Is concept a variant of SFINAE
Problem Description:
SFINAE is a technology that permits invalid expressions and/or types in the immediate context of a templated function while the concept
seems to have the same effect since we are only permitted to use expressions and types(in requires-expression) in the constraint-expression of the concept-definition, and the constraint-expression is true if all expressions and/or types are valid, and false otherwise. It appears to me that concept
cannot do anything that exceeds what SFINAE can do, the same is true the other way around.
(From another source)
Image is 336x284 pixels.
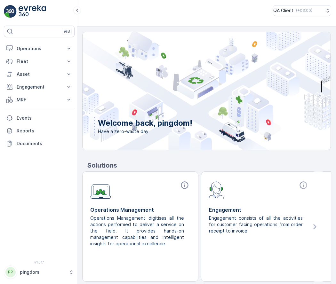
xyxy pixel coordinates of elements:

Is my understanding right? If it is not, what is the case in which we can only by using the concept, or by using SFINAE but using the other way would result in an error? If there does not exist such a scene, is the concept merely a graceful/modern way of using the technology SFINAE(i.e. they are essentially equivalent)?
Update:
IMO, the only difference is, certain expressions and types we want to check are dispersed in the declaration for SFINAE, by contrast, certain expressions and types we want to check are collected in the constraint-expression of the single concept-definition and use the declared concept
in the declaration. Their effect essentially relies on invalid expressions and types.
Solution – 1
They are not equivalent. Concepts can appear in more places and are partially ordered by subsumption. Some examples:
1. Concept subsumption may be used to rank overloads. With SFINAE, this is an error:
template <typename T>
auto overload(T) -> std::enable_if_t<std::is_copy_constructible_v<T>>;
template <typename T>
auto overload(T) -> std::enable_if_t<std::is_move_constructible_v<T>>;
void test() {
overload(1); // error: ambiguous
}
With concepts, this works:
void overload(std::copy_constructible auto);
void overload(std::move_constructible auto);
void test() {
overload(1);
}
2. Similarly, concept subsumption may be used to rank partial specializations.
3. Concepts are allowed on non-template member functions, so they can constrain special member functions.
Since a copy constructor is not a template, SFINAE never applies. When one needs conditional behavior before concepts (e.g. trivial copy constructor if the template argument of the class template is itself trivial), one had to conditionally introduce different base classes.
4. Concepts can constrain deduction.
One can statically assert that a type returned satisfies your requirements without asserting the precise type.
std::integral auto i = 1;
5. Concepts can be used in abbreviated function templates.